The next day I got a call from the NGO. They said they’d done everything humanly possible, but it wasn’t going to be Olga. Instead they talked to me about Mariam, or María, a twelve-year-old Saharan girl who had lost her father in the war, a lovely girl, they said, and very clever for her age. Olga was twelve as well, I thought, and then I remembered her birthday and realized that I hadn’t even sent her a card, and before I knew it I was crying, while the guy from the NGO went on giving me information about Mariam; she’d seen all sorts of atrocities, he said, and yet had somehow preserved her innocence. What do you mean? I asked. That’s she’s still a girl, in spite of everything she’s been through. But she’s twelve, I said. You haven’t seen what I’ve seen, Lucía, he said in a velvety voice. The guy was trying to hit on me! He started telling me stories, not about the children, but about things that had happened to him. You have to travel a lot in this job. I travel a lot too, I said. I know, he said. For a while we talked about our respective travels. Then I agreed to foster Mariam and we said good-bye and hung up.

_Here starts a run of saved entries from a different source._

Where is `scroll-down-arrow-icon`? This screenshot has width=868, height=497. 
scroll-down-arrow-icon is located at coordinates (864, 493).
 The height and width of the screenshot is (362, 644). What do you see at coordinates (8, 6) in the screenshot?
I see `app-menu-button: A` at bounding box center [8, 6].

The only people I told were my parents and my sister. I didn’t say anything to Gorka. Partly because he wasn’t in Madrid (he’d gone to Mallorca for a sailing regatta), partly because I’m an independent woman and it was my decision and mine alone. Naturally, Gorka had plans for the summer, vague plans to go to an island in the Caribbean, and then to find a place in Mallorca, near his sailing friends, where we could stay till the beginning of September. I adore the sea. And I enjoy the regattas. I’m actually a better sailor than Gorka, who took it up quite recently (I’ve been sailing since I was a child), but like the rest of us, he’s entitled to waste his time however he sees fit.

DEATH OF ULISES

Belano, our dear Arturo Belano, returns to Mexico City. More than twenty years have passed since the last time he was there. The plane is flying over the city, and he wakes with a start. The uneasiness he has felt throughout the trip intensifies. At the airport in Mexico City he has to catch a connecting flight to Guadalajara, for the Book Fair, to which he’s been invited. Belano is now a fairly well-known author and is often invited to international events, although he doesn’t travel much. This is his first trip to Mexico in more than twenty years. Last year he had two invitations and he pulled out at the last minute. The year before last he had four and he pulled out at the last minute. I can’t remember how many invitations he had three years ago, but he pulled out at the last minute. Still, here he is in Mexico, in the Mexico City airport, following a group of perfect strangers who are heading toward the transit zone to catch the plane to Guadalajara. The corridor leads through a labyrinth of glass. Belano is the last in line. His steps are increasingly slow and hesitant. In a waiting room he spots a young Argentine writer who is also going to Guadalajara. Belano immediately takes cover behind a pillar. The Argentine is reading the paper, whose cultural supplement — maybe that’s what he’s reading — is entirely devoted to the Book Fair. After a few moments, he looks up and glances around, as if he knew he was being observed, but he doesn’t see Belano, and his gaze returns to the paper. After a while a very beautiful woman approaches the Argentine and kisses him from behind. Belano knows her. She’s a Mexican, born in Guadalajara. The Argentine man and the Mexican woman both live in Barcelona, together, and Belano is a friend of theirs. The Mexican woman and the Argentine man exchange a few words. Somehow both of them have sensed that they are being watched. Belano tries to read their lips, but he can’t work out what they’re saying. He doesn’t leave his hiding place until their backs are turned. By the time he can finally escape from that corridor, the line of passengers heading for the connecting flight to Guadalajara has disappeared, and Belano realizes, with a deepening sense of relief, that he has no desire to go to Guadalajara and take part in the Book Fair; what he wants to do is to stay in Mexico City. And that is what he does. He heads for the exit. His passport is examined, and soon he’s outside, looking for a taxi.